Expense report shows $145.20 dinner receipt, need to break out tax. Local rate 8.5%. Pre-tax = $145.20 / 1.085 = $133.83. Tax = $11.37. Pre-tax meal expense $133.83 goes on the report; tax is non-reimbursable in many policies.

Comparison shopping: $850 at Target vs $830 at Amazon with $4 shipping. Target with local 6.5% tax: $850 × 1.065 = $905.25. Amazon with same 6.5% tax: $834 × 1.065 = $888.21. Amazon wins by $17. Knowing the math at the moment of decision matters.

FAQ

Why doesn't this know my local rate? +
Sales tax rates are jurisdiction-specific to the city + county + special district level. There are 12,000+ sales tax jurisdictions in the US, with rates that change quarterly.

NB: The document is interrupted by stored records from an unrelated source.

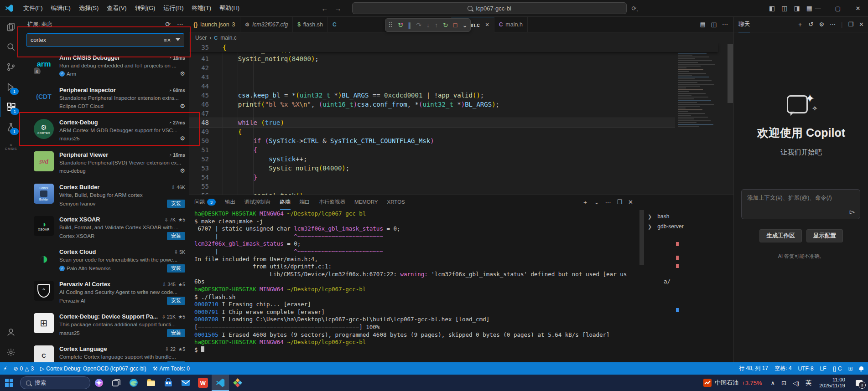  Describe the element at coordinates (286, 202) in the screenshot. I see `panel-tab-终端: 终端` at that location.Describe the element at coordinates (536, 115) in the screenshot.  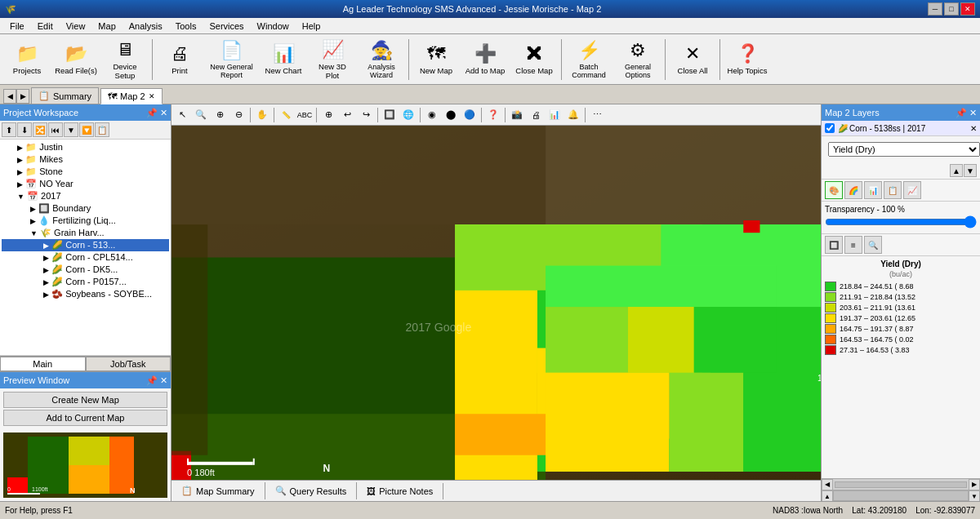
I see `map-tool-print: 🖨` at that location.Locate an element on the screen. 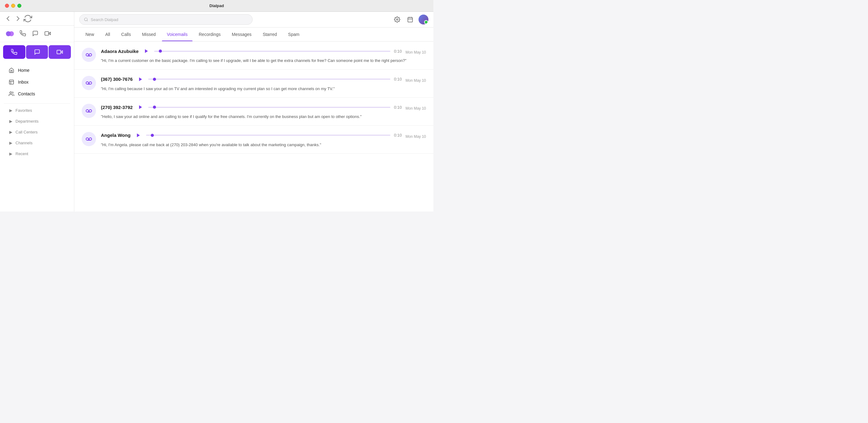 Image resolution: width=868 pixels, height=423 pixels. forward-button is located at coordinates (18, 19).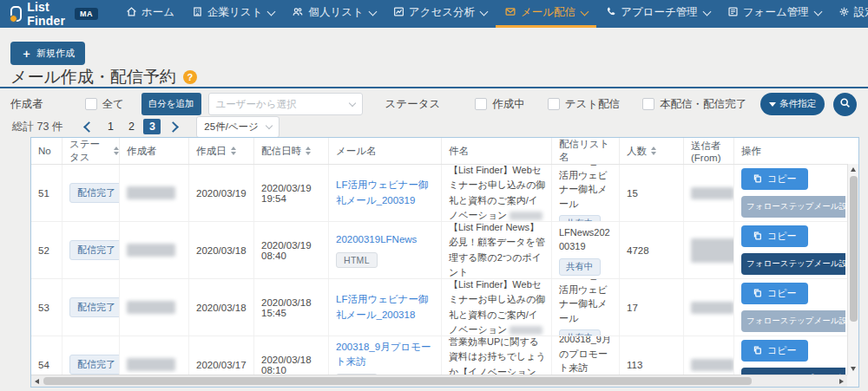 The width and height of the screenshot is (868, 391). What do you see at coordinates (774, 14) in the screenshot?
I see `nav-item-form-management: フォーム管理` at bounding box center [774, 14].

Easiest path: check a recent receipt from a local purchase and type that rate.
Is shipping taxed? +
Depends on state. About 30 states tax shipping when the items being shipped are taxable; about 20 states don't tax shipping. Some states tax shipping only if it's stated as part of the sale (not separately invoiced). For e-commerce business decisions, talk to a CPA or tax advisor.
What about food and prescription drug exemptions? +
Most states exempt prescription drugs and many exempt unprepared groceries. Prepared food (restaurant meals, deli, hot food) is usually taxed. Clothing exemptions vary by state. Always check your state's specific rules — the headline sales tax rate doesn't apply to everything.

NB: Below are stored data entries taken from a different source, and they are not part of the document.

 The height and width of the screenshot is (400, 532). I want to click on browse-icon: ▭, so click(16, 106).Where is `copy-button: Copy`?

What about "tax holidays"? +
Several states offer annual tax-free weekends (typically back-to-school in August) where clothing, school supplies, computers, etc. up to certain prices are exempt from sales tax. Texas, Florida, and Tennessee are major participants. Check your state's revenue website.
Can I deduct sales tax on my federal taxes? +
Yes, you can deduct EITHER state income tax OR state sales tax (not both) if you itemize. For taxpayers in no-income-tax states (FL, TX, WA, NV, etc.) the sales tax deduction is the only state-level option. Most filers under the 2017 doubled standard deduction don't itemize, making the choice moot for them.
What's use tax? +
Use tax is the sales tax equivalent for items you buy from out-of-state sellers who don't collect your state's sales tax. Many states require you to self-report use tax on big-ticket out-of-state purchases. Most consumers ignore this, but it's technically required and increasingly enforced for large transactions.
Does the calculator handle tax exclusion zones? +
No — it does a single-rate calculation. For mixed cart situations (some items taxed, some exempt), calculate each separately and add. Most receipts already break out tax separately, making this easy.
Why does my receipt rate differ from what I expected? +
Likely a special district (transit, sports stadium, downtown improvement) adding 0.25-1% to the headline rate. Or your zip code is in a higher-tax pocket within the city. Receipts from big chains usually show the precise breakdown if you look closely.